Colored girl benefactor.

TARDY HONORS FOR HEROIC GIRL MARTYR

Birthday of Prudence Crandall, Jailed for Teaching Colored Girls, to Be Celebrated.

EXILED, JOINED JOHN BROWN.

Waterbury, Conn., March 8 – After a lapse of nearly seventy five years the repentant town of Canterbury has arranged to pay honor tomorrow to the memory of Miss Prudence Crandall, whom it imprisoned for teaching colored girls to write.  Tomorrow will be the seventy-fourth anniversary of Miss Crandall’s condemnation.

Born of Quaker parents, Prudence Crandall possessed a fine fighting spirit.  In 1832, when she conducted a select academy for young women at Canterbury, she admitted to membership Sarah Harris, colored.

Connecticut was at that time strong for social equality, but it wanted that equality for itself.  Miss Crandall was visited by a committee headed by Federal Judge Andrew T. Judson who insisted upon the colored girl’s expulsion.

In response Miss Crandall inserted an advertisement in the local newspaper to the effect that hereafter she would instruct only colored girls.  In a rage Canterbury held a town meeting, as a result of which Miss Crandall and Elder Kneeland, who was in the assemblage to pronounce her the only honest woman in all the township, were thrown into jail.

Capt. Daniel Packard effected their escape, after which Miss Crandall went to Kansas, where she rallied with John Brown, and died only ten years ago.  Now the town which condemned and imprisoned her seventy four years ago has decided to erect a handsome memorial in her honor.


• Work required:
Omit every picture and output the rest of the records exactly as they are.

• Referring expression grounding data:
Segment Open

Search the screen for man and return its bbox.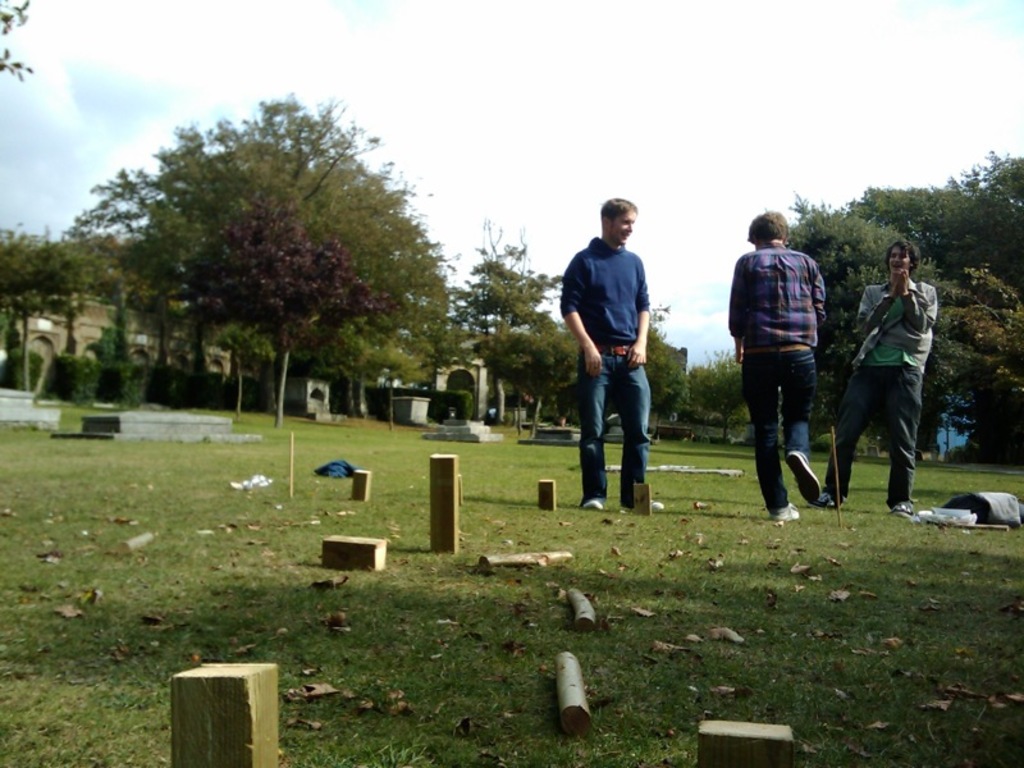
Found: x1=564, y1=200, x2=672, y2=525.
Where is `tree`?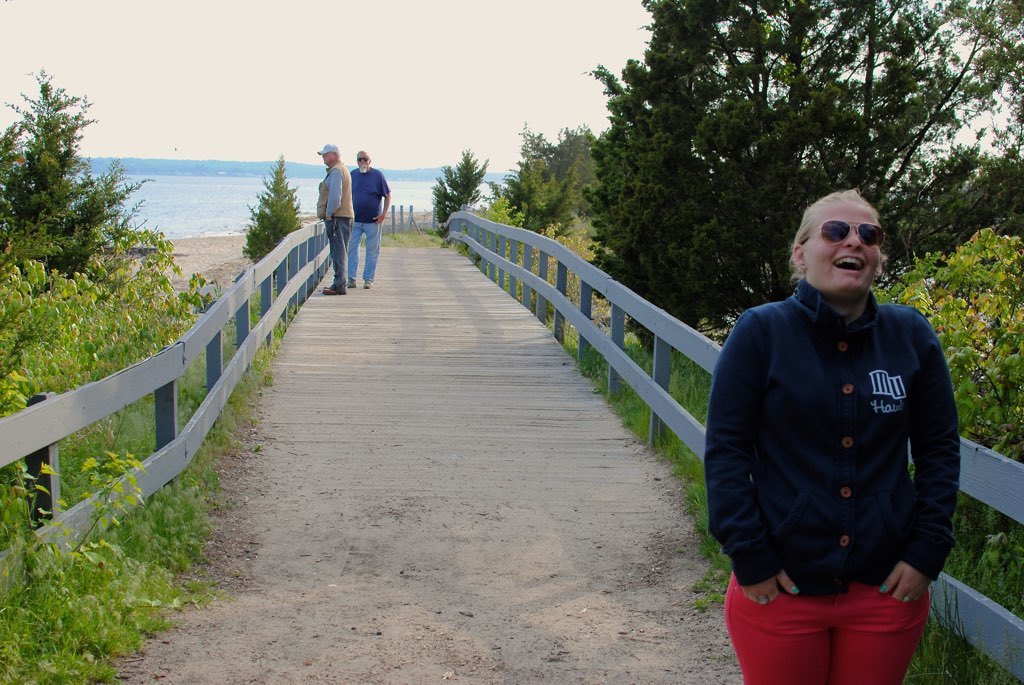
429/146/494/233.
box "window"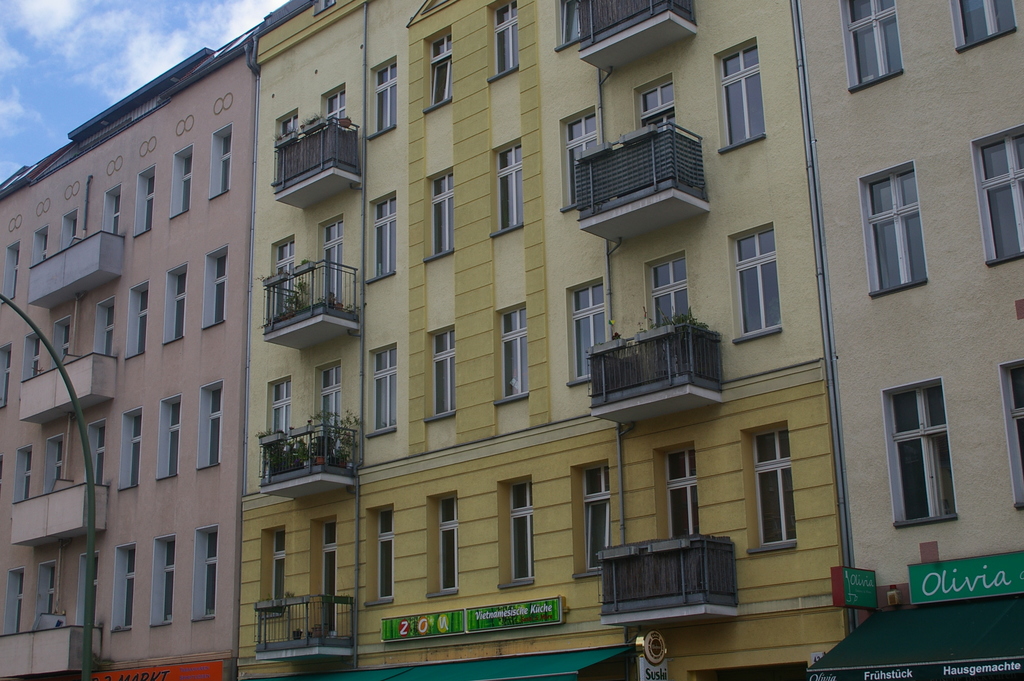
(x1=50, y1=317, x2=68, y2=368)
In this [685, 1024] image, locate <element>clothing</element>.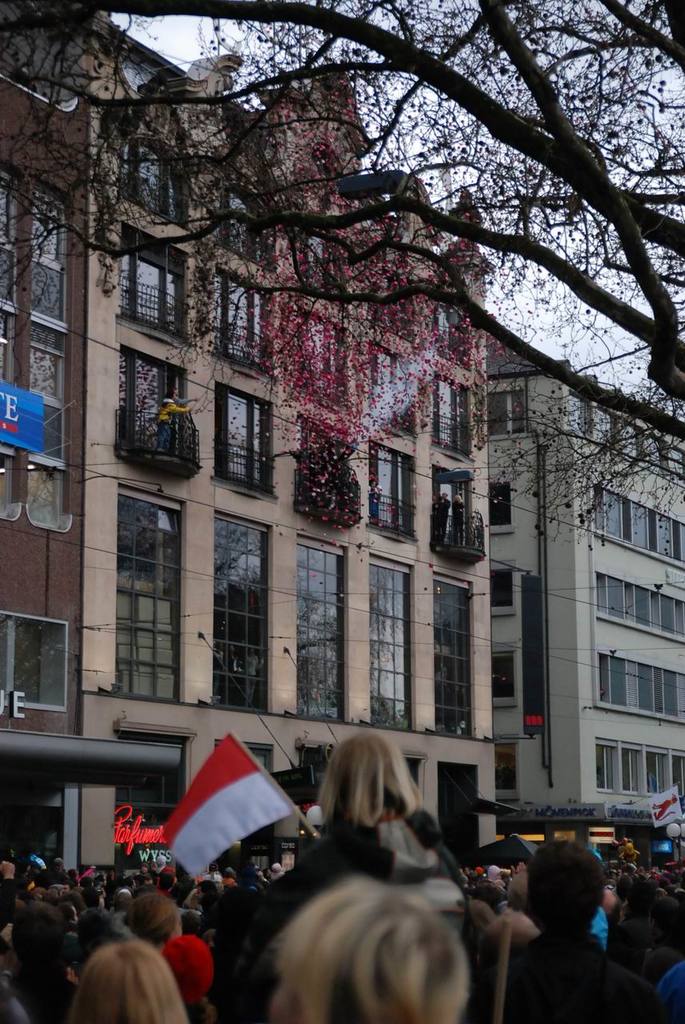
Bounding box: 655:968:684:1017.
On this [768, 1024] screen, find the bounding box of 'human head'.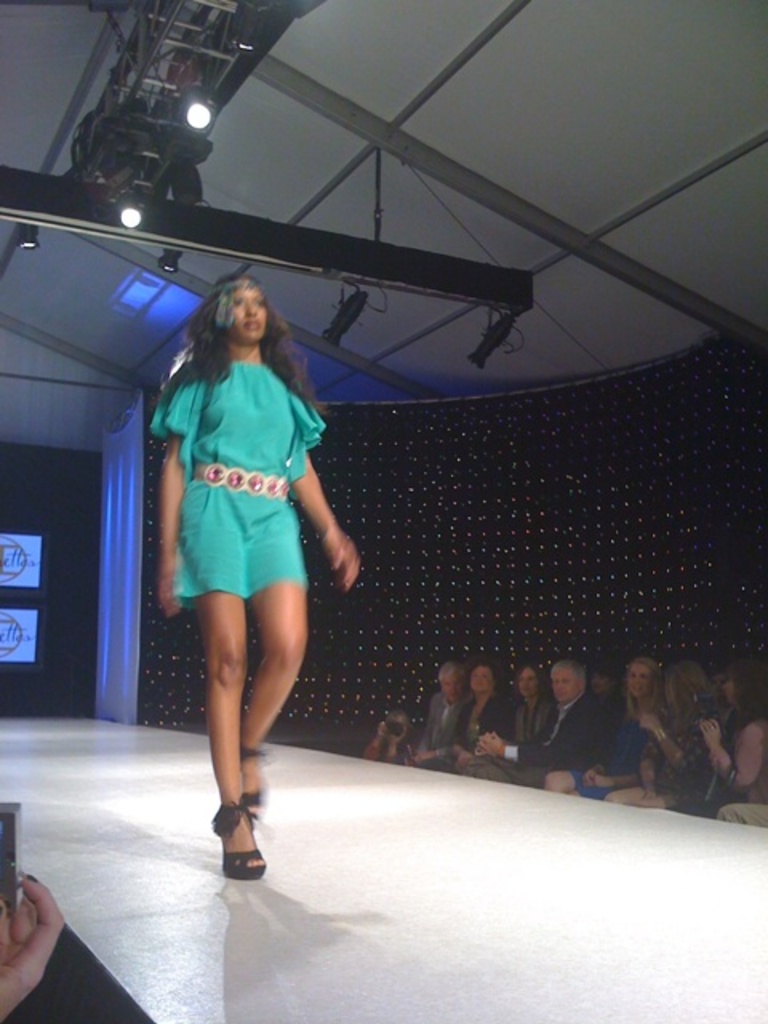
Bounding box: (left=187, top=278, right=280, bottom=352).
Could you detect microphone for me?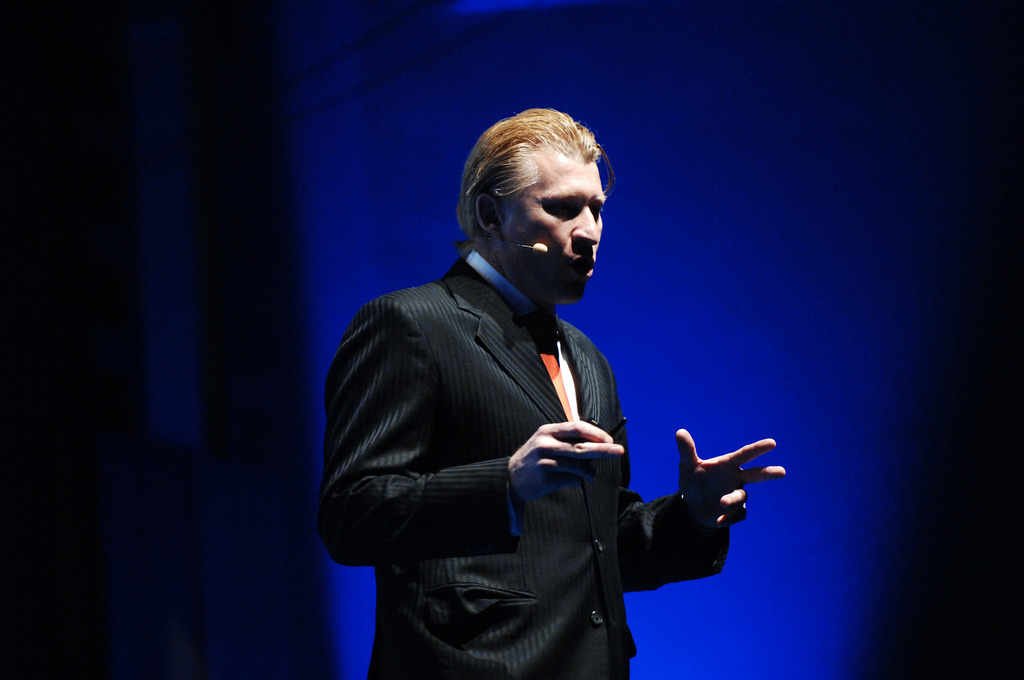
Detection result: 533/238/547/253.
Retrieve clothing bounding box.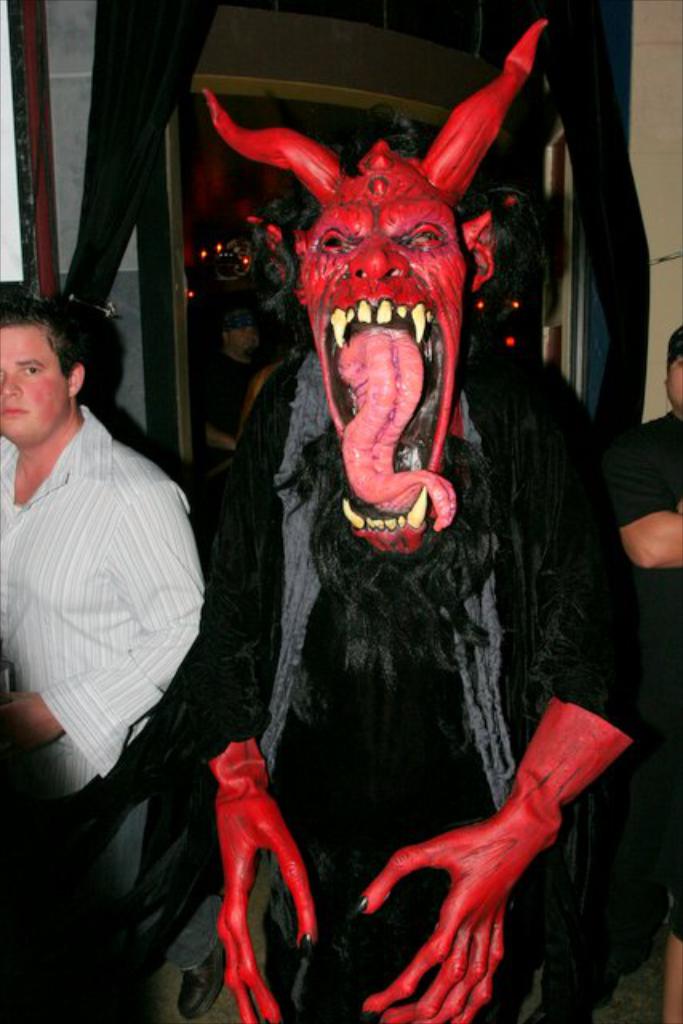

Segment Closed

• Task response:
Search the screen for man and return its bbox.
Found: x1=564, y1=200, x2=672, y2=525.
Where is `tree`?
429/146/494/233.
box "window"
(x1=50, y1=317, x2=68, y2=368)
In this [685, 1024] image, locate <element>clothing</element>.
Bounding box: 655:968:684:1017.
On this [768, 1024] screen, find the bounding box of 'human head'.
Bounding box: (left=187, top=278, right=280, bottom=352).
Could you detect microphone for me?
Detection result: 533/238/547/253.
Retrieve clothing bounding box.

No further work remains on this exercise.